Patricia Lazicki, Daniel Geisseler, Jorge Rodrigues, Maeli Melotto, Gabrielle Rossidivito.
A useful indicator for monitoring soil health over time must be sensitive enough to respond quickly to management changes. However, it should not be too influenced by variations in sampling time or location, previous crop, or normal year-to-year differences in weather or operations timing. In agriculture, a meaningful set of soil health indicators should also be related to plant health.
This project is part of a large interdisciplinary experiment which explores the relationship between indicators of soil, plant, and microbial community health.
We used the Russell Ranch Century Experiment in Davis, CA. For our study we focused on plots under a corn-tomato rotation. The management of the plots has been either organic (cover crop plus compost) or conventional (synthetic fertilizer) for more than 25 years. The experimental site is large and has a considerable texture gradient.

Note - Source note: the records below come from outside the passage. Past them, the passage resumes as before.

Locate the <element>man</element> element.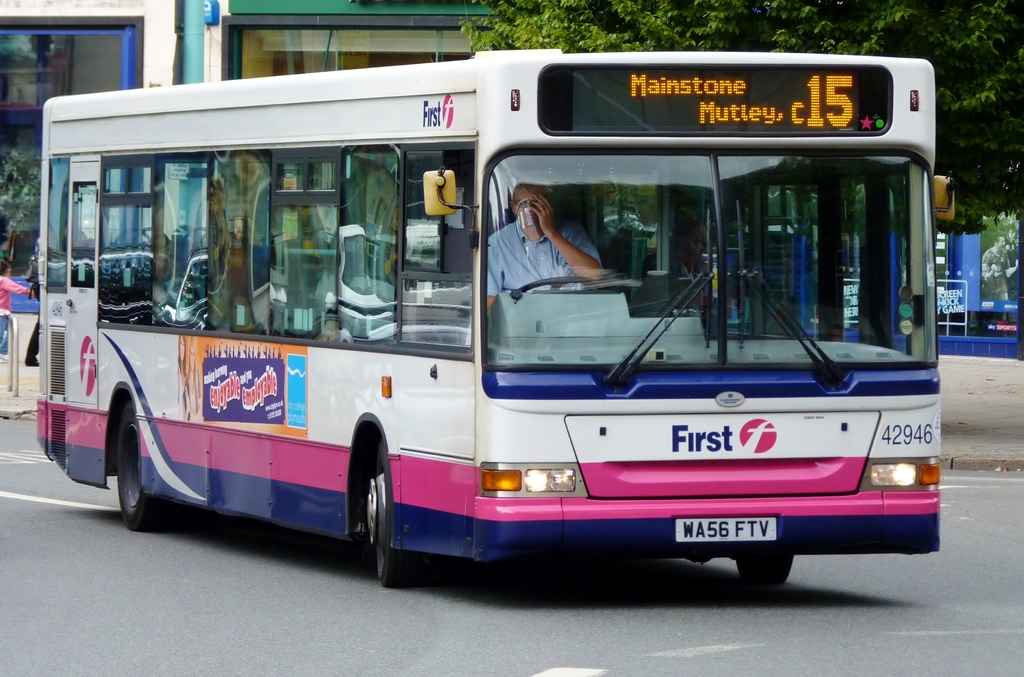
Element bbox: left=485, top=183, right=606, bottom=309.
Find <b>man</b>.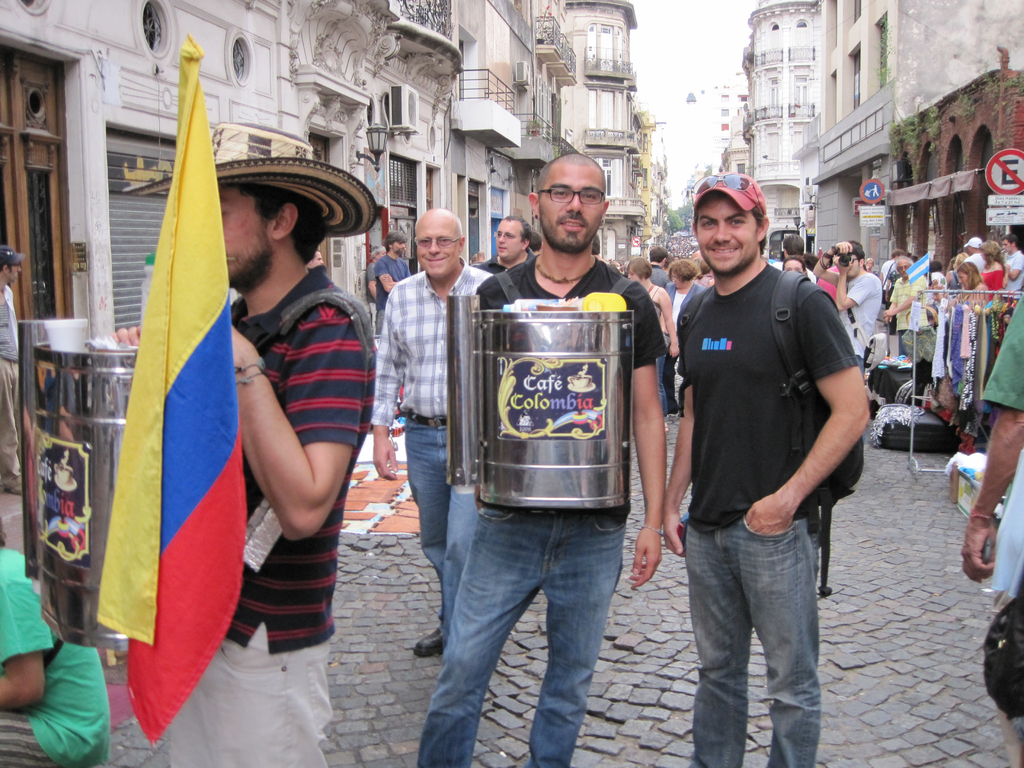
box=[818, 235, 892, 377].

In 2018 and 2019, we performed a complete soil health assessment prior to planting and during the tomato and corn growing seasons. This allowed us to determine how responsive the different indicators are to management and how much they are affected by soil texture, crop, sampling time, and year.

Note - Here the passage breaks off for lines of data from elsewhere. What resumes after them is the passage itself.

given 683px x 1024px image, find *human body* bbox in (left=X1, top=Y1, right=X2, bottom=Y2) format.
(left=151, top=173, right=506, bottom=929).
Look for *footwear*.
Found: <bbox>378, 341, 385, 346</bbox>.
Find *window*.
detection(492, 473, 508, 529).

We assessed plant health indicators, including leaf nitrogen and chlorophyll fluorescence throughout the season, and yields and nitrogen in the biomass at harvest. Comparing these values to our soil health indicators will allow us to identify indicators sets that are most closely correlated with plant health.
The soil health assessment provided us with important information on the spatial and temporal variability of soil health indicators in these subsurface drip irrigated systems. Some interesting preliminary results include:
Soil biology and carbon accumulation indicators showed strong management-based differences which were consistent across years, dates, crops, and soils.
Physical and chemical indicators showed management differences, but were influenced more by previous crop or soil than were the biological/ C accumulation indicators.
Year and in-season sampling date affected all indicators, but differences were normally small compared with management differences.
Plant health indicators appear to be related to soil health indicators early in the season, but later in the season became strongly influenced by disease pressure, which was not captured by our soil health assessment.